Very interesting! Where can I more details in building UI with Reason?


It's all quite in early stage, but this is an example (UI in React) that speaks pretty much for itself:

https://github.com/chenglou/reason-react-example/tree/master...

This code is both very pretty and very terse, in my eyes.


Hi Jordan, a bit off topic and late, but do you have any update on chenglou's comment on this thread:

https://news.ycombinator.com/item?id=12400397

that React bindings for Reason would be published on HN in a few days. I know there has been a lot of work in the repos for Reason for JSX support etc, but is there a public story about this yet anywhere that I've missed?

Thanks for any more info.


Hi, thanks for your interest.

You can check out the development here: https://github.com/chenglou/reason-react-example

Cheng also gave a talk at ReactConf about our efforts.

Things are still quite in flux, but you're welcome to contribute and help improve things.


Not to demotivate anyone / anything, but this sounds like the least useful parts of both worlds; programming JS (and having to deal with typing and correctness with other tools) to run on the OCaml runtime (which as noted, is really only better on a small subset of devices).

On the other hand, cool to see the investment in OCaml, and such a popular language able to run on its runtime! I hope that with all this newfound interest from the industry and the community more OCaml resources and more development in the compiler start to happen!


But how else is Facebook going to cross the extra mile to get on your baby monitor and keep track of truly everything you do?


> if you are interested in running benchmarks, you'll probably find that existing JavaScript JIT compilers are more than a match for the OCaml code produced by JSCaml.

> So why would you use JCaml at all? Two reasons come to mind:"

> You want to run your JavaScript code on small devices where JIT compilers are not available or do a bad job. > If you are actually writing your code in Reason but you want to make use of JavaScript libraries and you also want to run on small devices.

So is this aimed at use in react native? Or IOT?


Be interesting to see the JS to OCaml output put back through an OCaml to JS compiler just to compare it to the original.

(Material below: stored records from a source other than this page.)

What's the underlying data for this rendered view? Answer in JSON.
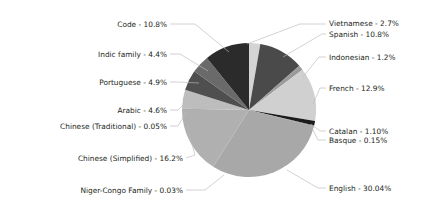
{
  "chart_data": {
    "type": "pie",
    "title": "",
    "subtitle": "",
    "xlabel": "",
    "ylabel": "",
    "legend_position": "callout-labels",
    "grid": false,
    "label_format": "{name} - {value}%",
    "total_percent": 100.0,
    "categories": [
      "Vietnamese",
      "Spanish",
      "Indonesian",
      "French",
      "Catalan",
      "Basque",
      "English",
      "Niger-Congo Family",
      "Chinese (Simplified)",
      "Chinese (Traditional)",
      "Arabic",
      "Portuguese",
      "Indic family",
      "Code"
    ],
    "values": [
      2.7,
      10.8,
      1.2,
      12.9,
      1.1,
      0.15,
      30.04,
      0.03,
      16.2,
      0.05,
      4.6,
      4.9,
      4.4,
      10.8
    ],
    "slices": [
      {
        "name": "Vietnamese",
        "value": 2.7,
        "label": "Vietnamese - 2.7%",
        "color": "#d4d4d4"
      },
      {
        "name": "Spanish",
        "value": 10.8,
        "label": "Spanish - 10.8%",
        "color": "#4a4a4a"
      },
      {
        "name": "Indonesian",
        "value": 1.2,
        "label": "Indonesian - 1.2%",
        "color": "#9b9b9b"
      },
      {
        "name": "French",
        "value": 12.9,
        "label": "French - 12.9%",
        "color": "#d0d0d0"
      },
      {
        "name": "Catalan",
        "value": 1.1,
        "label": "Catalan - 1.10%",
        "color": "#1b1b1b"
      },
      {
        "name": "Basque",
        "value": 0.15,
        "label": "Basque - 0.15%",
        "color": "#6e6e6e"
      },
      {
        "name": "English",
        "value": 30.04,
        "label": "English - 30.04%",
        "color": "#a8a8a8"
      },
      {
        "name": "Niger-Congo Family",
        "value": 0.03,
        "label": "Niger-Congo Family - 0.03%",
        "color": "#8f8f8f"
      },
      {
        "name": "Chinese (Simplified)",
        "value": 16.2,
        "label": "Chinese (Simplified) - 16.2%",
        "color": "#b0b0b0"
      },
      {
        "name": "Chinese (Traditional)",
        "value": 0.05,
        "label": "Chinese (Traditional) - 0.05%",
        "color": "#5a5a5a"
      },
      {
        "name": "Arabic",
        "value": 4.6,
        "label": "Arabic - 4.6%",
        "color": "#bdbdbd"
      },
      {
        "name": "Portuguese",
        "value": 4.9,
        "label": "Portuguese - 4.9%",
        "color": "#4f4f4f"
      },
      {
        "name": "Indic family",
        "value": 4.4,
        "label": "Indic family - 4.4%",
        "color": "#6a6a6a"
      },
      {
        "name": "Code",
        "value": 10.8,
        "label": "Code - 10.8%",
        "color": "#2b2b2b"
      }
    ]
  },
  "labels": {
    "vietnamese": "Vietnamese - 2.7%",
    "spanish": "Spanish - 10.8%",
    "indonesian": "Indonesian - 1.2%",
    "french": "French - 12.9%",
    "catalan": "Catalan - 1.10%",
    "basque": "Basque - 0.15%",
    "english": "English - 30.04%",
    "niger_congo": "Niger-Congo Family - 0.03%",
    "chinese_simplified": "Chinese (Simplified) - 16.2%",
    "chinese_traditional": "Chinese (Traditional) - 0.05%",
    "arabic": "Arabic - 4.6%",
    "portuguese": "Portuguese - 4.9%",
    "indic_family": "Indic family - 4.4%",
    "code": "Code - 10.8%"
  },
  "colors": {
    "text": "#231f20",
    "leader": "#b9b9b9",
    "background": "#ffffff"
  }
}
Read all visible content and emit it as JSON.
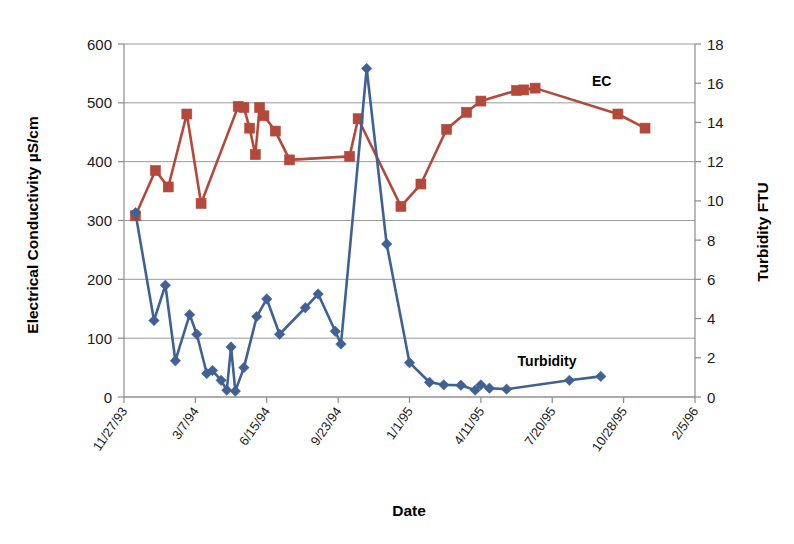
{
  "chart_data": {
    "type": "line",
    "title": "",
    "xlabel": "Date",
    "ylabel": "Electrical Conductivity µS/cm",
    "y2label": "Turbidity FTU",
    "grid": true,
    "legend_position": "inline-annotation",
    "x_tick_labels": [
      "11/27/93",
      "3/7/94",
      "6/15/94",
      "9/23/94",
      "1/1/95",
      "4/11/95",
      "7/20/95",
      "10/28/95",
      "2/5/96"
    ],
    "x_tick_days": [
      0,
      100,
      200,
      300,
      400,
      500,
      600,
      700,
      800
    ],
    "xlim": [
      0,
      800
    ],
    "y_tick_labels": [
      "0",
      "100",
      "200",
      "300",
      "400",
      "500",
      "600"
    ],
    "y_ticks": [
      0,
      100,
      200,
      300,
      400,
      500,
      600
    ],
    "ylim": [
      0,
      600
    ],
    "y2_tick_labels": [
      "0",
      "2",
      "4",
      "6",
      "8",
      "10",
      "12",
      "14",
      "16",
      "18"
    ],
    "y2_ticks": [
      0,
      2,
      4,
      6,
      8,
      10,
      12,
      14,
      16,
      18
    ],
    "y2lim": [
      0,
      18
    ],
    "series": [
      {
        "name": "EC",
        "axis": "left",
        "unit": "µS/cm",
        "color": "#b4483a",
        "marker": "square",
        "annotation": "EC",
        "points": [
          {
            "x": 16,
            "y": 308
          },
          {
            "x": 44,
            "y": 385
          },
          {
            "x": 62,
            "y": 357
          },
          {
            "x": 88,
            "y": 481
          },
          {
            "x": 108,
            "y": 329
          },
          {
            "x": 160,
            "y": 494
          },
          {
            "x": 168,
            "y": 492
          },
          {
            "x": 176,
            "y": 457
          },
          {
            "x": 184,
            "y": 412
          },
          {
            "x": 190,
            "y": 492
          },
          {
            "x": 196,
            "y": 478
          },
          {
            "x": 212,
            "y": 452
          },
          {
            "x": 232,
            "y": 403
          },
          {
            "x": 316,
            "y": 409
          },
          {
            "x": 328,
            "y": 473
          },
          {
            "x": 388,
            "y": 324
          },
          {
            "x": 416,
            "y": 362
          },
          {
            "x": 452,
            "y": 455
          },
          {
            "x": 480,
            "y": 484
          },
          {
            "x": 500,
            "y": 503
          },
          {
            "x": 550,
            "y": 521
          },
          {
            "x": 560,
            "y": 522
          },
          {
            "x": 576,
            "y": 525
          },
          {
            "x": 692,
            "y": 481
          },
          {
            "x": 730,
            "y": 457
          }
        ]
      },
      {
        "name": "Turbidity",
        "axis": "right",
        "unit": "FTU",
        "color": "#3f6193",
        "marker": "diamond",
        "annotation": "Turbidity",
        "points": [
          {
            "x": 16,
            "y": 9.4
          },
          {
            "x": 42,
            "y": 3.9
          },
          {
            "x": 58,
            "y": 5.7
          },
          {
            "x": 72,
            "y": 1.85
          },
          {
            "x": 92,
            "y": 4.2
          },
          {
            "x": 102,
            "y": 3.2
          },
          {
            "x": 116,
            "y": 1.2
          },
          {
            "x": 124,
            "y": 1.35
          },
          {
            "x": 136,
            "y": 0.85
          },
          {
            "x": 144,
            "y": 0.35
          },
          {
            "x": 150,
            "y": 2.55
          },
          {
            "x": 156,
            "y": 0.3
          },
          {
            "x": 168,
            "y": 1.5
          },
          {
            "x": 186,
            "y": 4.1
          },
          {
            "x": 200,
            "y": 5.0
          },
          {
            "x": 218,
            "y": 3.2
          },
          {
            "x": 254,
            "y": 4.55
          },
          {
            "x": 272,
            "y": 5.25
          },
          {
            "x": 296,
            "y": 3.35
          },
          {
            "x": 304,
            "y": 2.7
          },
          {
            "x": 340,
            "y": 16.75
          },
          {
            "x": 368,
            "y": 7.8
          },
          {
            "x": 400,
            "y": 1.75
          },
          {
            "x": 428,
            "y": 0.75
          },
          {
            "x": 448,
            "y": 0.62
          },
          {
            "x": 472,
            "y": 0.6
          },
          {
            "x": 492,
            "y": 0.35
          },
          {
            "x": 500,
            "y": 0.62
          },
          {
            "x": 512,
            "y": 0.45
          },
          {
            "x": 536,
            "y": 0.4
          },
          {
            "x": 624,
            "y": 0.85
          },
          {
            "x": 668,
            "y": 1.05
          }
        ]
      }
    ]
  },
  "axes": {
    "left_title": "Electrical Conductivity µS/cm",
    "right_title": "Turbidity FTU",
    "bottom_title": "Date"
  },
  "annotations": {
    "ec_label": "EC",
    "turbidity_label": "Turbidity"
  },
  "colors": {
    "ec": "#b4483a",
    "turbidity": "#3f6193",
    "grid": "#9a9a9a",
    "axis": "#8c8c8c",
    "text": "#1a1a1a"
  }
}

Seems like it would make more sense to go the other way around... who voluntarily writes in JS to compile to some other language, as opposed to writing in any of however many dozens of other less horrible languages (but maybe typed JS is better? never tried it) to compile to JS?


I think the target use case is an existing JS library that you want to use from an OCaml/Reason program but don't want to port... OK maybe this is a very narrow use case.


Actually that makes a lot of sense now that you mention it---given the huge number of JS libraries, and the fact that unlike other languages with massive library ecosystems (cough cough Python) JS libraries are all written in JS, that does seem like a nice cheap way to expand the set of libraries available to a nice language...


JavaScript, OCaml, Reason, BuckleScript – such a language ouroborus!

It's amazing how this kind of language interoperability can enable new development and deployment approaches.


Just wait until you see my Java implementation called jocaml. It's smokin'


Please pick another name, as JoCaml[0] already exists, it is an OCaml with join calculus.